5 Ways to Shrink a PDF for Email Attachments
Email attachment limits are typically 10–25 MB. Five techniques — from quick browser tools to CLI commands — for getting PDFs under the limit.
Email attachments bounce when they're too large: Gmail caps at 25 MB, Outlook at 20 MB, many corporate servers at 10 MB. A high-resolution PDF from a designer or scanner can easily exceed these limits. Here are five techniques, from quickest to most thorough.
1. Use a Browser-Based PDF Compressor
The fastest option for a one-off file. A client-side tool requires no software install and no upload. For most scanned PDFs, you'll get a 50–80% size reduction in under 10 seconds. See our guide to choosing a safe file tool if you're sending sensitive documents.
2. Re-export from the Source Application
If you have the original file, re-exporting from the source is the cleanest approach — you're compressing from original data, not recompressing an already-compressed file.
- ●Word / PowerPoint: File → Save As → PDF → "Minimum size (publishing online)"
- ●Google Docs: File → Download → PDF (Google applies automatic optimisation)
- ●InDesign: Export PDF → Compression → Downsample images to 150 DPI
- ●macOS: Print → PDF → Quartz Filter → "Reduce File Size"
3. Ghostscript (Free, Maximum Control)
# /ebook — 150 DPI, good quality, typical 60-70% reduction
gs -sDEVICE=pdfwrite -dCompatibilityLevel=1.5 \
-dPDFSETTINGS=/ebook -dNOPAUSE -dQUIET -dBATCH \
-sOutputFile=compressed.pdf input.pdf
# /screen — 72 DPI, maximum compression for email
gs -sDEVICE=pdfwrite -dCompatibilityLevel=1.5 \
-dPDFSETTINGS=/screen -dNOPAUSE -dQUIET -dBATCH \
-sOutputFile=compressed.pdf input.pdf4. Remove Hidden Elements
Large PDFs often contain hidden layers, attached files, form field data, or embedded colour profiles that add size without visible content:
# qpdf — strip restrictions, flatten annotations, linearise
qpdf --linearize --remove-restrictions input.pdf output.pdf
# ExifTool — remove all PDF metadata
exiftool -all= -overwrite_original input.pdf5. Share a Cloud Drive Link Instead
When compression isn't enough — large architectural drawings, high-resolution portfolios, multi-section reports — bypass attachment limits entirely.
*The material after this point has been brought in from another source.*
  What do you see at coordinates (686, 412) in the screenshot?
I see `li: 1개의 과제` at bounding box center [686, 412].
Upload to Google Drive, Dropbox, or OneDrive and share a link. This works for files up to several GB and preserves full quality.
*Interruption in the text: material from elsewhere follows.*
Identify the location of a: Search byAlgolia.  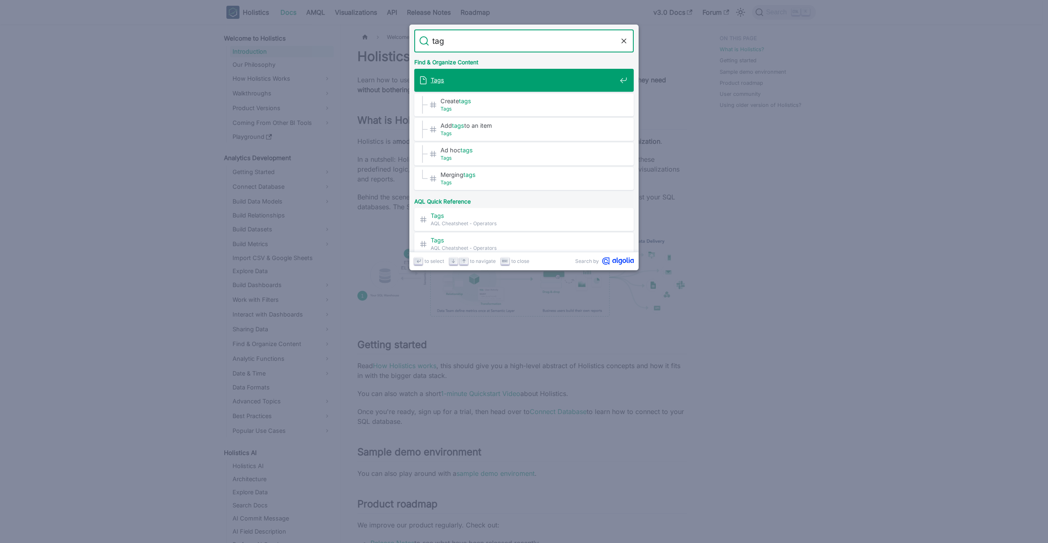
(604, 261).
Regularly sending PDFs over 5 MB by email is worth questioning. A shared folder workflow often serves the collaboration better and preserves full quality on both ends.
For most situations, a quick pass through our PDF compressor will get any file under a standard email limit in seconds.
Ready to try it?
All tools run entirely in your browser — no uploads, no account required.